It’s Better to Be Wrong Than to Be Vague and Confusing
Only the language that is precise enough to be wrong is good enough to be useful.
👋 Hey, I’m Aruna. Surface Tension is my weekly exploration of insights and thought provoking quotes from the books I read, bundled into one idea worth sitting with. For more, browse my book notes and long form articles.
The Story phase
Blaise Pascal, the 17th-century French mathematician and philosopher, once apologized for the length of a letter with a line that has resonated with writers for centuries: “I have made this longer than usual because I have not had time to make it shorter.”
This reverses a very common assumption about writing. We often treat long, elaborate writing as the more serious kind, as if verbal abundance were mere proof of intellectual depth. But Pascal points in the other direction.
The harder thing isn’t expansion. It’s reduction.
This idea was brought home for me when I was reading the book Clear and Simple as the Truth, where the same concept appears in one unforgettable line: “My style will not be at all florid; my expressions will be simple as the truth.”
Seen this way, the whole point of writing starts to make sense, and it applies to any type of communication. It’s a responsibility to show the truth, especially when people would otherwise not notice it, in the clearest, most concise way possible, without drawing attention to the writing itself.
Concision and truth also work together naturally. When a sentence, or any piece of writing, is stripped to its bare bones, the point being made gets clearer and clearer. The writer exposes the reader to the truth with no language in the way.
This is such a fundamental element of communication that it applies to any art form. A good example is Picasso’s famous bull painting. He goes through many iterations, reducing the drawing through successive states until what remains is nearly skeletal. The final painting has almost no muscle, no shading, no ornament, but it’s more legible because that serial reduction was exactly the right choice to bring the point across.

The point isn’t bareness for its own sake, of course. It’s that removal often can make the truth more visible.
But this raises an immediate question: what if what we think is the truth isn’t actually the truth?
What if we’re wrong?
For one thing, it’s still far better to make a clear point—even at the risk of being proven wrong—than to hide uncertainty in language. And more importantly, even when you are proven wrong, that at least provides a data point that moves the world in the right direction.
The Structure phase
A way to visualize this is through the concept of signal and noise, the kind you’d see from a digital instrument.
Here is some data collected from one.
The shaded areas are the noise. The black circles are the real data. The black line is a model fitted to that data. Even though this line doesn’t capture the true shape of the data, you technically can’t rule it out, because the noise covers such a large area that it leaves room for many interpretations, so many possible truths.
But there should only be one.
Now take the same system, measured with a better instrument, one with a much stronger signal-to-noise ratio.
This time, the noise is almost negligible. The truth comes into focus, and the model clearly doesn’t capture the true shape of the data. The noise isn’t there to obscure that anymore.
What a good instrument does, then, is exactly what good writing does: it clears away the distortion so the truth has nowhere to hide, even at the risk of exposing an uncomfortable one.
A good instrument, in this sense, isn’t the one that produces the most activity on a screen. It’s the one that gives the cleanest signal with the least distortion. In practice, that means at least three things.
Less noise means more recoverable truth: The point isn’t to maximize output but to make the underlying truth easier to see.
A wrong reading is still informative if it’s clear: When the signal is clean enough, the error can be recognized and corrected. But when noise dominates, almost any interpretation can be made to look plausible.
More freedom can produce bad interpretations: A noisy dataset can often be fit in many flexible ways, and that freedom can feed into the trap of wishful thinking, producing conclusions that feel sophisticated but have no real truth beneath them.
The interface
This is what purple prose amounts to. It’s just noise. It confuses the reader and makes it hard to see the truth.
In this sense, clarity is less about minimalism and more about accountability on the part of the writer.
Only the language that is precise enough to be wrong is good enough to be useful.
If you’re not prepared to be wrong, you’ll never come up with anything original.
- Sir Ken Robinson
In your work, your relationships, and your everyday life, where does vagueness create the appearance of depth and sophistication while preventing you from seeing the real truth?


Determine how many lines of the entries contain "CAEP". Reply with that number alone.

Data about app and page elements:
• • •
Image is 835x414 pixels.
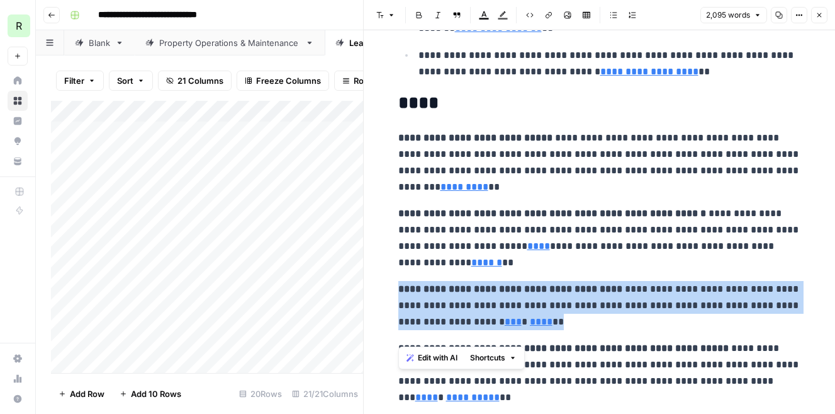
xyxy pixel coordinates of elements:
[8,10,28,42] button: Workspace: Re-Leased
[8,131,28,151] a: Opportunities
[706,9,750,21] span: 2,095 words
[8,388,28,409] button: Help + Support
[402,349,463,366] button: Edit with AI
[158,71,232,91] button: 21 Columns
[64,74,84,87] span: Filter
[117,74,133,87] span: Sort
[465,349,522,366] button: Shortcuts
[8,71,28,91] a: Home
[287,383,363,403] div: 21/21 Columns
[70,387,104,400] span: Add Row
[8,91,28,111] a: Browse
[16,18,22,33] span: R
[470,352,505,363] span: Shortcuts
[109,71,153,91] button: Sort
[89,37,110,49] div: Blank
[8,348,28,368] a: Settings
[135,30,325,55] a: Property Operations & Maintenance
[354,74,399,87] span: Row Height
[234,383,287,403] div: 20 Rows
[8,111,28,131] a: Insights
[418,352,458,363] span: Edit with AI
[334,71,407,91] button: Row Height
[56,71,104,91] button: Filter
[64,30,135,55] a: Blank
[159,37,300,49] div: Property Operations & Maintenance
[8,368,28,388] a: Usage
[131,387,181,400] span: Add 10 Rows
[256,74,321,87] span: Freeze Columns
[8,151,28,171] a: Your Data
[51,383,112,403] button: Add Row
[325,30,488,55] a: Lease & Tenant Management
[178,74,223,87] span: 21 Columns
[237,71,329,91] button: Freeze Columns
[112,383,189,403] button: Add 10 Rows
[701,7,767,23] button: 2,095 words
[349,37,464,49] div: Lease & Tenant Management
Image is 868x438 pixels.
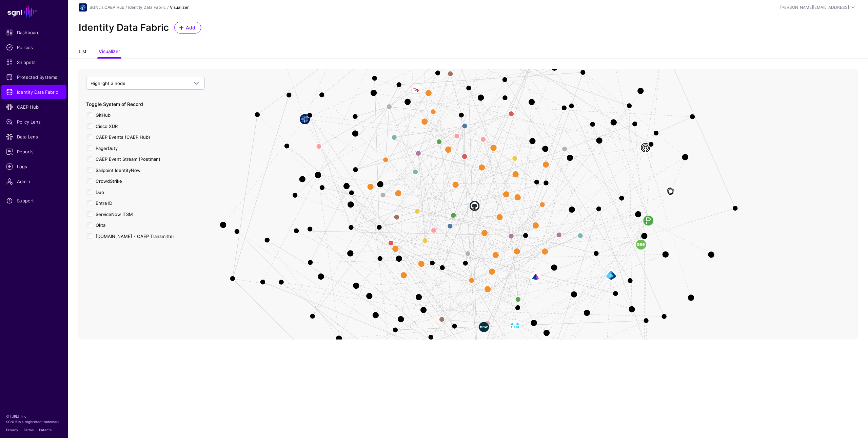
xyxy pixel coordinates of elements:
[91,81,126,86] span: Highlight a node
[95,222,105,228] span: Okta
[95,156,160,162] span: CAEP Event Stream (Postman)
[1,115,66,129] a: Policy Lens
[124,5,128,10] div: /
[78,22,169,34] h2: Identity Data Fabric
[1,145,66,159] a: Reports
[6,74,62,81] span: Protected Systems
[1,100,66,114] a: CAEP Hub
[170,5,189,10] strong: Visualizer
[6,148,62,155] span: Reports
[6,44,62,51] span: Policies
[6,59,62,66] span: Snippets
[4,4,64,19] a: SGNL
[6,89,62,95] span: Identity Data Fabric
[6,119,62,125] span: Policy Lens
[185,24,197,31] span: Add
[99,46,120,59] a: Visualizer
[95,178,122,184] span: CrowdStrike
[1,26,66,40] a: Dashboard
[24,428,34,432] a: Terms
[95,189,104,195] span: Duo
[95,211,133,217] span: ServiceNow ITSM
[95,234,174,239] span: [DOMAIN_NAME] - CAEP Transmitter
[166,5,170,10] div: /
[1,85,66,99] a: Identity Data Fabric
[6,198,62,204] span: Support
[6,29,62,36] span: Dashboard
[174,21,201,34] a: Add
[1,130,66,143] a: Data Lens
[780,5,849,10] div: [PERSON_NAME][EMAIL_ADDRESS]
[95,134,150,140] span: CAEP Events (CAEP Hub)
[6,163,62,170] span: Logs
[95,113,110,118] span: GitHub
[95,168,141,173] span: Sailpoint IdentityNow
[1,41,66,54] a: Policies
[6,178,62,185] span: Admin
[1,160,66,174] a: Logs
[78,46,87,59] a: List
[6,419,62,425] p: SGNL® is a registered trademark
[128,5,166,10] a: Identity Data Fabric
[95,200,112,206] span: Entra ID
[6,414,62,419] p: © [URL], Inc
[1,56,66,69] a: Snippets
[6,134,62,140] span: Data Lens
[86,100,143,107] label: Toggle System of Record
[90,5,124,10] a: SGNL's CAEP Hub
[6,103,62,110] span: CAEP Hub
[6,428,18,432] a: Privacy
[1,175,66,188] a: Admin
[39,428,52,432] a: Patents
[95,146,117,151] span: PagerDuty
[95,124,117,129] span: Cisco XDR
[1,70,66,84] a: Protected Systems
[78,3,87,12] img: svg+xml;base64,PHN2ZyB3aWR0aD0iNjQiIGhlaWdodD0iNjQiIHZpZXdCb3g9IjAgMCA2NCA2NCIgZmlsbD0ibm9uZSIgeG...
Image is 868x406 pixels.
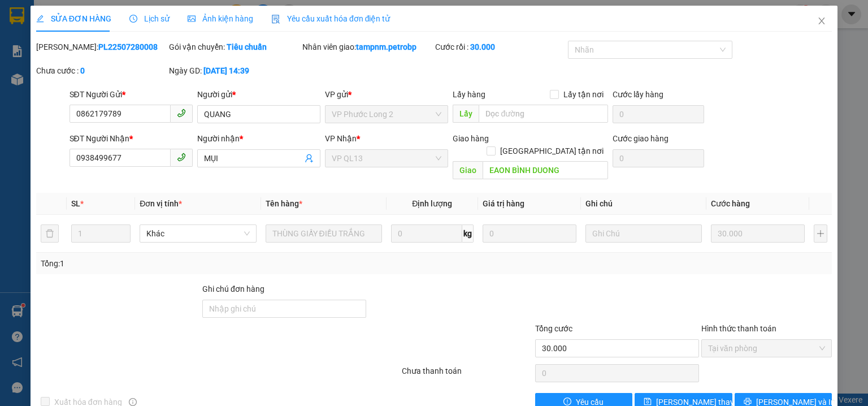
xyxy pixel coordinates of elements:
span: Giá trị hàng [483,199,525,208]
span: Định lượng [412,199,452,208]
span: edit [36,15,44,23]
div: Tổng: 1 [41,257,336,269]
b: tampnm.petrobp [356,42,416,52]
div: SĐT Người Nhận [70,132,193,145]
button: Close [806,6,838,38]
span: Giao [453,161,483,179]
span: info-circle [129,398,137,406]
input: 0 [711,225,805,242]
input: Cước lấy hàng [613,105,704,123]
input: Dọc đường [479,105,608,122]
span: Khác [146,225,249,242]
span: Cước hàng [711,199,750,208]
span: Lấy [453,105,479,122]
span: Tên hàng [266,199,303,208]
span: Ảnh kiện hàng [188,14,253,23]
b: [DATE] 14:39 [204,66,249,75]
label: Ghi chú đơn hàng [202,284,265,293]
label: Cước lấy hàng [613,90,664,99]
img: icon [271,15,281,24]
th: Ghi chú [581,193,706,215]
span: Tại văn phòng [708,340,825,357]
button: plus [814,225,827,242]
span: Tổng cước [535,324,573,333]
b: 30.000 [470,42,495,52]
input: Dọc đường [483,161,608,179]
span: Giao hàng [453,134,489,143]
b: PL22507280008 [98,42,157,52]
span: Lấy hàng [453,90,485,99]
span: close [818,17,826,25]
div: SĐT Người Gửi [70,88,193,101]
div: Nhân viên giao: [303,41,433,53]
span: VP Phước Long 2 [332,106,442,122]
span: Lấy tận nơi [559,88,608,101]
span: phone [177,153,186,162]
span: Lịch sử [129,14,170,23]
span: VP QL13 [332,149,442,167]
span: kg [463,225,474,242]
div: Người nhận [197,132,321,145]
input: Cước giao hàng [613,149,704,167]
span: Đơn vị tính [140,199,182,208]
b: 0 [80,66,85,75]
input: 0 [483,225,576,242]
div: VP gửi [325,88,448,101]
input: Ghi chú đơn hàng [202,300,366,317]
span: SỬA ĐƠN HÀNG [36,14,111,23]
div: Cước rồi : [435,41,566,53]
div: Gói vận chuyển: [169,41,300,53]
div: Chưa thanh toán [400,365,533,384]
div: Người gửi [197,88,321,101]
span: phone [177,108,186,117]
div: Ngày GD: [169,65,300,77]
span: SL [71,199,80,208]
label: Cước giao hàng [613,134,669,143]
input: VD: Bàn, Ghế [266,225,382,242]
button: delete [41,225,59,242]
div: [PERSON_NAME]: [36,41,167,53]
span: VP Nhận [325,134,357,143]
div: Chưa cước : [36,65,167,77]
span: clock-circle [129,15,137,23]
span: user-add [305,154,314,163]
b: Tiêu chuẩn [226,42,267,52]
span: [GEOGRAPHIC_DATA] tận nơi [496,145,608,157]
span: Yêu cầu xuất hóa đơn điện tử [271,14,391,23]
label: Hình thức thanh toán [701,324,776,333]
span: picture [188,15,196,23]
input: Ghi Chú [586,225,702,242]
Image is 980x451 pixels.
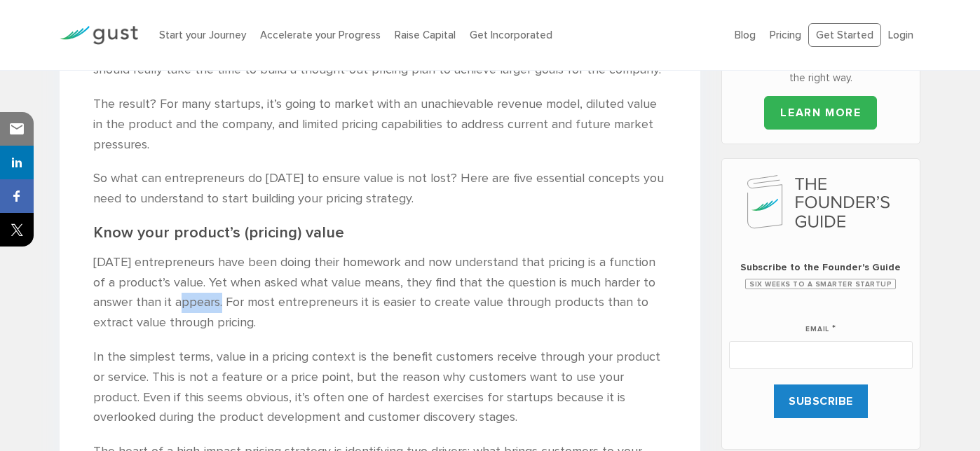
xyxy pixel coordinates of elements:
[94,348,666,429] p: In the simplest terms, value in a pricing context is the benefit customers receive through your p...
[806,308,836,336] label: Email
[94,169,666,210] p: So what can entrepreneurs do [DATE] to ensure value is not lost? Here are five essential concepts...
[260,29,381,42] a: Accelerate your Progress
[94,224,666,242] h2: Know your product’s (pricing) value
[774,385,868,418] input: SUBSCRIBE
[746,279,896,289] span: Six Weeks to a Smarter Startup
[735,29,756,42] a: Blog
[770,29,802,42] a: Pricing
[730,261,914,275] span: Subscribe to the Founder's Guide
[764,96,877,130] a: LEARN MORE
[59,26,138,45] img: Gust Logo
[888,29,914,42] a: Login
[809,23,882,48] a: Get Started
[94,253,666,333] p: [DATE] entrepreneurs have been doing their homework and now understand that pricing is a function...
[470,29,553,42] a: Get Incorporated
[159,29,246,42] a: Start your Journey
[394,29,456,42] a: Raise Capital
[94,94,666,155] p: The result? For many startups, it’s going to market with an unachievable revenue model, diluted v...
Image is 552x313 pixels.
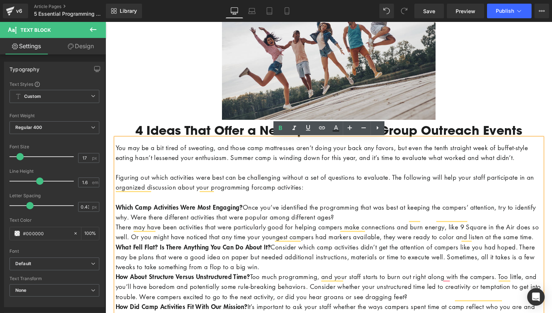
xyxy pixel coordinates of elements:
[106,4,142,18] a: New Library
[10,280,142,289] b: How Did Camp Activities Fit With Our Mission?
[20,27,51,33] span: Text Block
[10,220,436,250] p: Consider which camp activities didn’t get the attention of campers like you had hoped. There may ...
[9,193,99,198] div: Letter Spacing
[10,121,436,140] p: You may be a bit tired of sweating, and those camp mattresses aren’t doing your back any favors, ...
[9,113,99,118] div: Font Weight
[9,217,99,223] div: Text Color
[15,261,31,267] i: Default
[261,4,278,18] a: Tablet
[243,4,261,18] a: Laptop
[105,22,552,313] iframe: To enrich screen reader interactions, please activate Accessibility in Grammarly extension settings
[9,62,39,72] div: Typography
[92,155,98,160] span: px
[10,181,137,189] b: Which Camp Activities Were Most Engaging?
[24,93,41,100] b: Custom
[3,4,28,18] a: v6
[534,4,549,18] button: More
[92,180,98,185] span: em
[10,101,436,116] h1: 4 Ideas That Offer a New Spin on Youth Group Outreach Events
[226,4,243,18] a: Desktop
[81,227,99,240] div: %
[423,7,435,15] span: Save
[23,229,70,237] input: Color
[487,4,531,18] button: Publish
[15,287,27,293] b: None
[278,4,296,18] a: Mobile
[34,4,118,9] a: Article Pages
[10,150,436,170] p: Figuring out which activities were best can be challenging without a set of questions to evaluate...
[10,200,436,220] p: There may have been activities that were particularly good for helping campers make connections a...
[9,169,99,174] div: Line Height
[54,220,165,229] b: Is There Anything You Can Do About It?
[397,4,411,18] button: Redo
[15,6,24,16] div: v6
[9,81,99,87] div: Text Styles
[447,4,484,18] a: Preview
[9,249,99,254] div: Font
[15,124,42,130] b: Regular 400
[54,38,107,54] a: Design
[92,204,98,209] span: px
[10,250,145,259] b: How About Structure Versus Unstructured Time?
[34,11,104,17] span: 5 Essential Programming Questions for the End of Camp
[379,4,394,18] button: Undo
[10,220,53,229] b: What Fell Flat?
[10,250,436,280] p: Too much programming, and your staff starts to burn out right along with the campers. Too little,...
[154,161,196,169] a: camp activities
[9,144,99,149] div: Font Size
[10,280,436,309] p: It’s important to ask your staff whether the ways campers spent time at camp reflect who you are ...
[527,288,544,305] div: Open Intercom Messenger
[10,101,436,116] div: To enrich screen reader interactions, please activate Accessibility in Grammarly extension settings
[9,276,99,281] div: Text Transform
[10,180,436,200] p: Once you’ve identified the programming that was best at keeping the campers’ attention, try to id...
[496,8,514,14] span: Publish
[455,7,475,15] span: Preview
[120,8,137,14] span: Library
• • •
## [The answer]
6